CHAPTER FORTY-SEVEN

‘But if it didn't happen, what's the connection with everything that's been going on? Why would they be killing Henry Goldman or smashing up my flat? It doesn't make any sense.’

Tom wished he had an answer for her, but she was right. Each time they approached what promised to be a solution, the whole conundrum only seemed to get more complicated. It was clear their pursuers were after something and this – the secret Plan A – surely had to be it. In a way, they had been proved right: the evidence, probably the only remaining evidence in the world, had been hidden here, bound and taped inside the painting. There couldn't be anything else, some other secret concealed in this flat: every inch of the place had been probed and examined, if not by the thugs themselves then by Tom and Rebecca. Plan A was surely it. This must be the secret their enemy was striving so hard to suppress. Why else had they killed Goldman, if not to prevent him revealing it?

And yet, it lacked all logic. Plan A had not happened. There had been no mass poisoning of Germany's major cities. It was a pipe-dream from sixty years ago. How could it possibly matter now?

Unless they had been looking in the wrong place. Unless he, Tom, had been making everything too complicated. ‘Lets go back to basics,’ he said, pacing. ‘Your father was obviously after someone in New York. Whoever that person is reckons your father had evidence against him. That maybe your father had a list of names – like that list that came to your flat, except up to date, consisting solely of Nazis who are still alive. Maybe the person in New York knows he's on this current list. He needs to have that document. And that's why he was so frightened of Goldman talking. Because this person, this old Nazi, suspects Goldman had the list too.’

They had reversed positions, Rebecca now perching against the ex-sofa. ‘So this won't stop until we find that list.’

‘If there is such a list. There might not be. Let's face it, Rebecca. If we haven't found it yet, where's it going to be? It probably doesn't exist.’

‘Not any more.’

‘What's that?’

‘Not any more. Years ago, you could draw up lists of ex-Nazis who were still alive. You could fill a phone book with them. But there are hardly any left now. Everyone's too bloody old.’

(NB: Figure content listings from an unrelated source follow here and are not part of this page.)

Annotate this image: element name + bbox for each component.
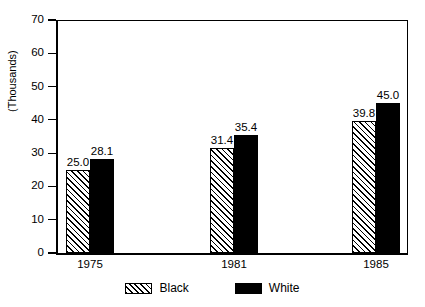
bar-value-label-1981-white: 35.4	[229, 121, 263, 133]
y-tick-20	[48, 186, 56, 187]
y-axis-title: (Thousands)	[6, 96, 18, 112]
bar-1975-black	[66, 170, 90, 253]
x-tick-label-1985: 1985	[351, 258, 401, 271]
bar-chart: (Thousands) 010203040506070 25.028.131.4…	[0, 0, 425, 307]
y-tick-10	[48, 219, 56, 220]
y-tick-40	[48, 119, 56, 120]
y-tick-70	[48, 19, 56, 20]
legend-item-white[interactable]: White	[235, 282, 300, 295]
y-tick-label-30: 30	[18, 147, 44, 158]
y-tick-label-0: 0	[18, 247, 44, 258]
y-axis-line	[56, 20, 58, 255]
legend-label-black: Black	[159, 282, 188, 295]
x-axis-line	[56, 253, 408, 255]
legend: BlackWhite	[0, 282, 425, 295]
y-tick-label-10: 10	[18, 214, 44, 225]
y-tick-50	[48, 86, 56, 87]
legend-swatch-white	[235, 283, 262, 294]
bar-1981-white	[234, 135, 258, 253]
y-tick-label-20: 20	[18, 180, 44, 191]
bar-1981-black	[210, 148, 234, 253]
x-tick-label-1981: 1981	[209, 258, 259, 271]
x-tick-label-1975: 1975	[65, 258, 115, 271]
bar-value-label-1985-white: 45.0	[371, 89, 405, 101]
legend-swatch-black	[125, 283, 152, 294]
y-tick-30	[48, 153, 56, 154]
y-tick-0	[48, 252, 56, 253]
y-tick-label-70: 70	[18, 14, 44, 25]
y-tick-60	[48, 53, 56, 54]
bar-value-label-1975-white: 28.1	[85, 145, 119, 157]
y-tick-label-60: 60	[18, 47, 44, 58]
y-tick-label-40: 40	[18, 114, 44, 125]
y-tick-label-50: 50	[18, 81, 44, 92]
bar-1975-white	[90, 159, 114, 253]
bar-1985-white	[376, 103, 400, 253]
legend-item-black[interactable]: Black	[125, 282, 188, 295]
legend-label-white: White	[269, 282, 300, 295]
bar-1985-black	[352, 121, 376, 253]
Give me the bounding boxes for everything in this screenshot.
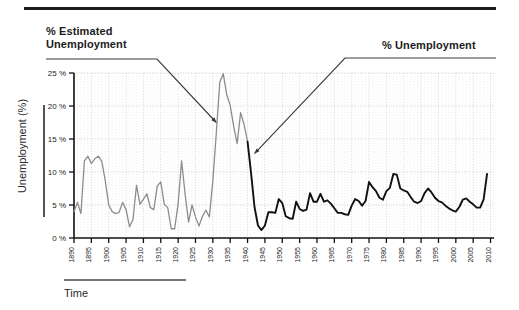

‘Exactly. Which means whoever your father was after was just one person, one name he had kept in his head. I think the only way we're ever going to settle this is by finding out that name.’

‘How the hell are we going to do that?’

Tom was all but forming his reply, that he had no idea, when it struck him. Of course: what an elementary mistake. Too bloody old.

Tom quickly folded the blueprints and postcards back inside the picture frame – reckoning that since they had escaped detection there so far, there was probably no safer hiding place – and crudely taped the thing back together. ‘We're going.’